Well, nobody self destructed. Everybody did well except the CNBC moderators who were terrible, half way thru the candidates started chewing out the CNBC people. The opening question "What is your biggest weakness" is an old goofy job interview question intended to shake up a less than quick thinking applicant. These guys are all pretty quick thinking and smoothly sequed into what ever they wanted to say. Everyone made a clear distinction between them and the Dems.
Having people over makes the thing more watchable, keeps you awake, Need to do that more often.
Having people over makes the thing more watchable, keeps you awake, Need to do that more often.
Wednesday, October 28, 2015
Bambi overload
Some town in Oregon is over run with deer. The deer are bullying pedestrians, intimidating dogs, and eating everything green, hedges, ornamental shrubs, gardens, lawn, you name it. The residents were on TV whining about how terrible things are.
Obvious solution, have deer hunt. Low cost, hunters bring their own guns, and will even pay for the privilege.
Nooo, can't do that. It's killing Bambi, and that's evil. It's murder.
So suffer until you wise up, Oregon town. We don't have that problem in NH, we have a deer season.
Obvious solution, have deer hunt. Low cost, hunters bring their own guns, and will even pay for the privilege.
Nooo, can't do that. It's killing Bambi, and that's evil. It's murder.
So suffer until you wise up, Oregon town. We don't have that problem in NH, we have a deer season.
Northrup Grumman awarded the Long Range Strike Bomber (LRS-B) contract
100 aircraft at $550 million each, $80 billion overall contract. It's broken down somewhat. Phase 1 pays $21.4 billion and Northrup will deliver 21 aircraft. Then subsequent phases will buy another 79 aircraft. Looking at the over all contract for 100 aircraft they estimate the cost at $511 million each, and there is a cap of $550 million. Assume cost enhancements push the cost right up to the cap. That looks like $55 billion for deliverable aircraft and $25 billion for non-recurring engineering. That's best case. Aircraft to become operational in 2025. Let's see if USAF has pulled up its socks enough to award a contract and not have it disputed in court. Lockheed Martin was the other bidder, they have plenty of lawyers to challenge a contract award.
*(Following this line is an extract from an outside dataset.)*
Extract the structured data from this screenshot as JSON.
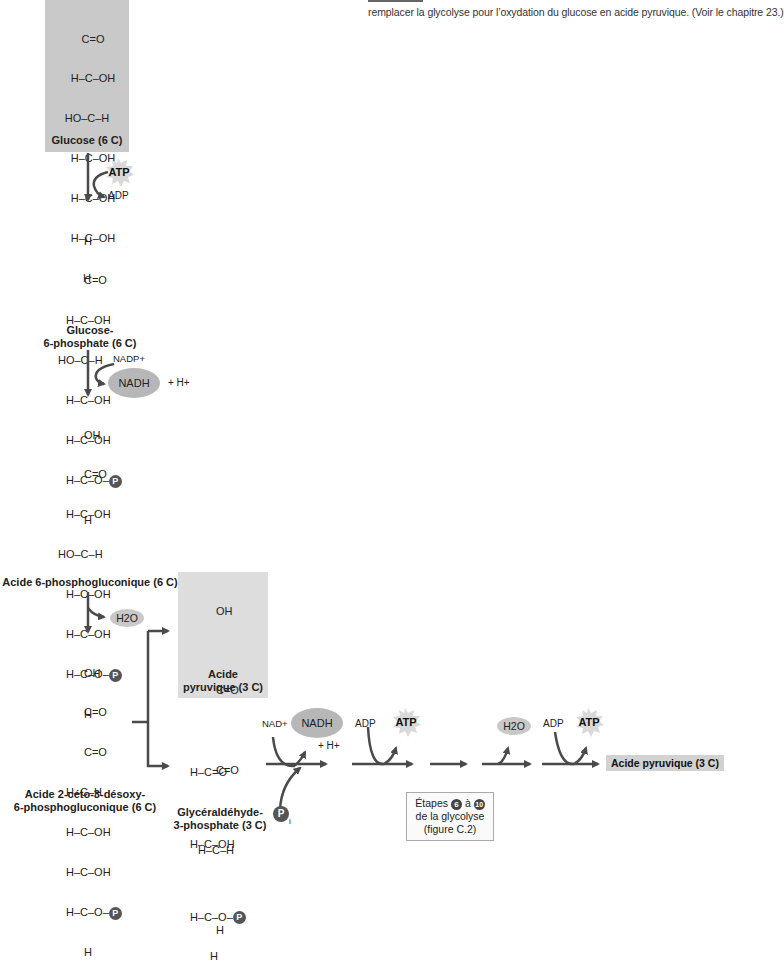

This comes from the Wall St Journal, and it also made NPR. No discussion of LRS-B performance, range, speed, payload, radar cross section. The Journal suggested that the LRS-B mission would be strategic nuclear strike against Russia or China.
This comes from the Wall St Journal, and it also made NPR. No discussion of LRS-B performance, range, speed, payload, radar cross section. The Journal suggested that the LRS-B mission would be strategic nuclear strike against Russia or China.